Politics, policies and cultural diversity
If we take the largest Commonwealth spending areas and the places where new ideas or recycled old ones have been most evident, cultural diversity hangs well below the radar. It may well be that both the ALP and the Opposition believe that most non-Anglo people are working class and rusted on to Labor; they therefore require no feeding for the ALP, and will be immune to any seduction by the Coalition.
Indeed studies by Melbourne social scientists Bob Birrell and Katherine Betts indicate that in the darkest days of the Howard ascendancy, Labor had two core groups holding it up - inner-city trendies and working class non-Anglo immigrants. That of course may have changed - with so many immigrants in the past decade the immigrant constituency is more diverse, in part far wealthier, and more politically astute than in the past.
The loss of Bennelong in 2007 was caused by the desertion of more conservative Asian voters who turned to Labor; Howard has been working hard in the region to try to lure them back to what the Liberals hope is their “natural” home. The gains in Queensland were from upwardly aspirational skilled workers, some of whom were earlier immigrants or their children, but not a group excited by multiculturalism. Indeed most of the people who really like multiculturalism may have already made their move across to the Greens.
Given there is no single “ethnic” or immigrant constituency, what are the issues that affect immigrants and ethnic minorities more dramatically than other segments of contemporary Australia? In simple terms they are those that relate to age group (older people, youth), language and communication, occupation and employment, extended family relations and human rights (often in quite complex ways). For some groups there’s also an interest in competitive leverage on influencing Australia’s foreign policies (e.g. Muslims v Jews over policy in the Middle East - and yes, they are religious groups but they act as ethnic lobbies).
Let’s recall that in 1989 the Office of Multicultural Affairs was in PM Hawke’s portfolio, and the ALP won an election asserting the value of the concept and the importance of productive diversity. Two decades on, and we have to search under rocks to find either major party saying anything of any interest.
The missing link
Neither of the major parties has a policy perspective that identifies or addresses cultural diversity as a dimension of policy planning or implementation. Neither treats racism as the social poison it is.
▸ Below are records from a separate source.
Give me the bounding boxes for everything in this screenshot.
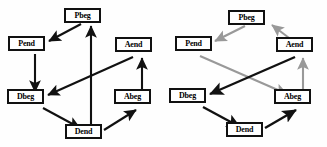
node-label: Aend bbox=[125, 40, 142, 49]
edge-right-dend-abeg bbox=[265, 110, 296, 128]
edge-layer bbox=[0, 0, 327, 147]
node-right-dend[interactable]: Dend bbox=[226, 122, 263, 137]
node-label: Dend bbox=[75, 127, 92, 136]
node-label: Pend bbox=[185, 39, 202, 48]
node-right-dbeg[interactable]: Dbeg bbox=[169, 88, 206, 103]
node-right-pend[interactable]: Pend bbox=[175, 36, 212, 51]
node-label: Pbeg bbox=[74, 11, 90, 20]
node-left-abeg[interactable]: Abeg bbox=[114, 89, 151, 104]
node-left-pbeg[interactable]: Pbeg bbox=[64, 8, 101, 23]
node-label: Dend bbox=[236, 125, 253, 134]
node-label: Dbeg bbox=[179, 91, 196, 100]
edge-left-pbeg-pend bbox=[49, 24, 81, 41]
node-label: Abeg bbox=[284, 92, 301, 101]
node-label: Dbeg bbox=[17, 92, 34, 101]
node-left-dend[interactable]: Dend bbox=[65, 124, 102, 139]
figure-canvas: Pbeg Pend Aend Dbeg Abeg Dend Pbeg Pend … bbox=[0, 0, 327, 147]
node-label: Pend bbox=[18, 39, 35, 48]
node-label: Aend bbox=[286, 40, 303, 49]
edge-left-dend-abeg bbox=[104, 110, 136, 130]
node-right-abeg[interactable]: Abeg bbox=[274, 89, 311, 104]
node-label: Abeg bbox=[124, 92, 141, 101]
node-left-dbeg[interactable]: Dbeg bbox=[7, 89, 44, 104]
edge-right-pbeg-pend bbox=[215, 26, 245, 41]
node-left-pend[interactable]: Pend bbox=[8, 36, 45, 51]
node-right-pbeg[interactable]: Pbeg bbox=[228, 10, 265, 25]
node-right-aend[interactable]: Aend bbox=[276, 37, 313, 52]
node-label: Pbeg bbox=[238, 13, 254, 22]
node-left-aend[interactable]: Aend bbox=[115, 37, 152, 52]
A generation ago the Office of Multicultural Affairs played a key role in understanding social change and advising on policy to both Fraser and Hawke, while the government had independent research advice from the Bureau of Immigration, Multicultural and Population Research. Policy across the board, from policing to poverty alleviation, from aged care to adolescent crises response, from child care to curriculum development, was instructed by evidence and policy debate that added to the stock of social knowledge. With the destruction of these agencies we have had 15 years of policy made on the basis of hunch, prejudice and hysteria. Not good enough, and not the way we should be going in the next generation.
We need a national office that focuses on cultural diversity issues high up the hierarchy of government, and a strong independent research base. Sadly for Australia’s future, which would benefit from effective social inclusion, positive community relations and good social and cultural planning, neither of the main contestants has placed those initiatives on the agenda.